The Ghost merely pressed his sword to the man’s throat. The guard yipped and a trickle of blood ran down his neck.
“Don’t!” called the barmaid. “Oh, don’t hurt Davy!”
The footmen looked uneasily at Caire.
“Tell him where Mother Heart’s-Ease is, then,” Lazarus said in a calm voice.
Temperance saw the Ghost’s mouth twitch up at the corner as if in sardonic approval.
“She was going after you.” The girl pointed at Temperance.
“Where?” Temperance asked.
“To yer home,” the girl said. “Said she’d make sure you’d leave St. Giles once and for all.”
Temperance frowned, exchanging a puzzled glance with Lazarus. “Was she alone? Did she have a girl with her?”
“She ’ad one of yer lasses,” the barmaid said. “Now leave my Davy alone. She’s not ’ere, I tell you!”
“We’d best get back to the home,” Lazarus said grimly.
“But what is she about?” Temperance cried. The fact that Mother Heart’s-Ease had taken Mary with her when she fled sent chills down her spine.
“I don’t know.” Lazarus looked at the Ghost. “Are you with us?”

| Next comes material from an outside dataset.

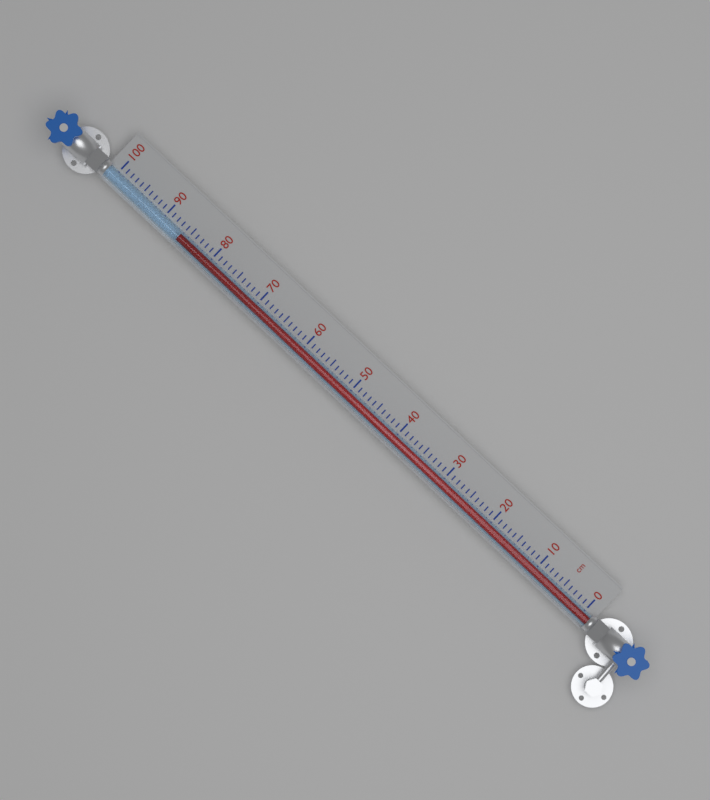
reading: 86 cm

The harlequin nodded and with a graceful spin was out the door and running lightly down the street.
“Hurry!” Caire called to the footmen. He took her hand again and they retraced their steps.

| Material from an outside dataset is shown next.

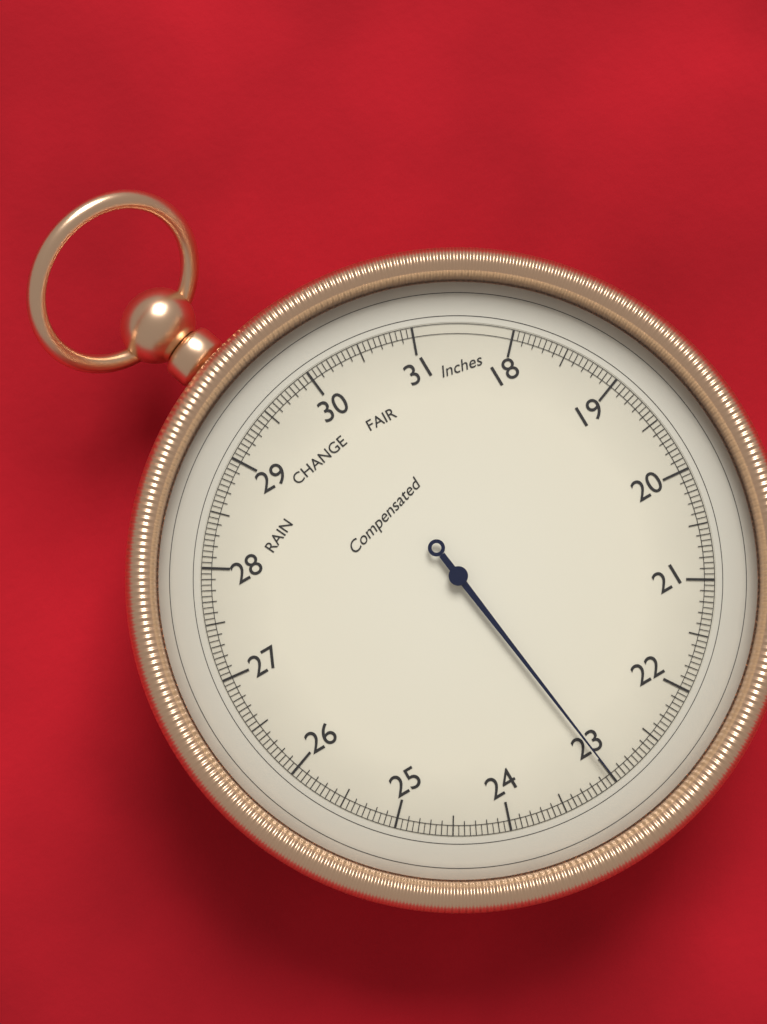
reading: 23.00 inHg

Night had fallen fully. Signs swung overhead, creaking eerily in the wind. Now and again, they could see the moon, floating bloated and weak behind drifting clouds. The Ghost of St. Giles ran ahead, his footfalls nearly silent. As they neared the home, Temperance could see an odd orangey-red light flickering over the rooftops, teasing and coy, but becoming bolder as they ran.
And then she smelled the smoke.
“Dear God!” She couldn’t even put into words her fear.
They rounded the corner and saw. The home was on fire. For a dreadful moment, the sound seemed to stop in Temperance’s ears and all she heard was a kind of rushing noise. Oddly she focused on Lady Caire, standing by herself in the middle of Maiden Lane. Lazarus’s mother had one hand to her mouth, and she was gazing up—at the top of the foundling home. That sight was what brought Temperance back suddenly and all at once. People were shouting. Nell was there, shaking her arm, and she could smell the smoke now, a dreadful hint of the chaos within.
“Are they out?” she shouted at Nell. There were children milling about her. “Are all the children out?”
“I don’t know!” Nell replied.
“We need to take count!” Temperance shouted.
Maiden Lane was in chaos. People screamed and ran back and forth, the aristocrats who had come to view the home mingled with the everyday folk of St. Giles. A bucket line had formed. The ragged cobbler who lived in the cellar next door handed a bucket of water to a footman in full livery who handed it to the fishmonger’s wife who handed it to a lord in a snowy white wig and so on. It was a bizarre sight. Temperance turned and looked behind her at the home.
And caught her breath.
Flames were shooting out the upper windows, smoke billowing in a gray-black cloud. At that moment, Winter and St. John staggered from the house.
“Winter!” Temperance called.
He carried a small boy in his arms. “No one else is in the nurseries. I think we got them all. Did you count the children?”
Temperance turned to Nell.
“Six and twenty—all but Mary Whitsun.”
Temperance clutched at Lazarus’s arm. “Where is she? Where could Mother Heart’s-Ease have taken her?”
But when she looked at him, he was staring up at the building. “Christ’s blood.”
She followed his gaze. Atop the roof, a tall, gaunt woman in a tattered man’s scarlet military coat was picking her way across the shingles.
The harlequin flashed by them silently and disappeared into the house next to the foundling home.
“Where is Mary Whitsun?” Temperance fisted one hand at her breast. No, it couldn’t be. No one would be so terrible as to leave a child in that inferno.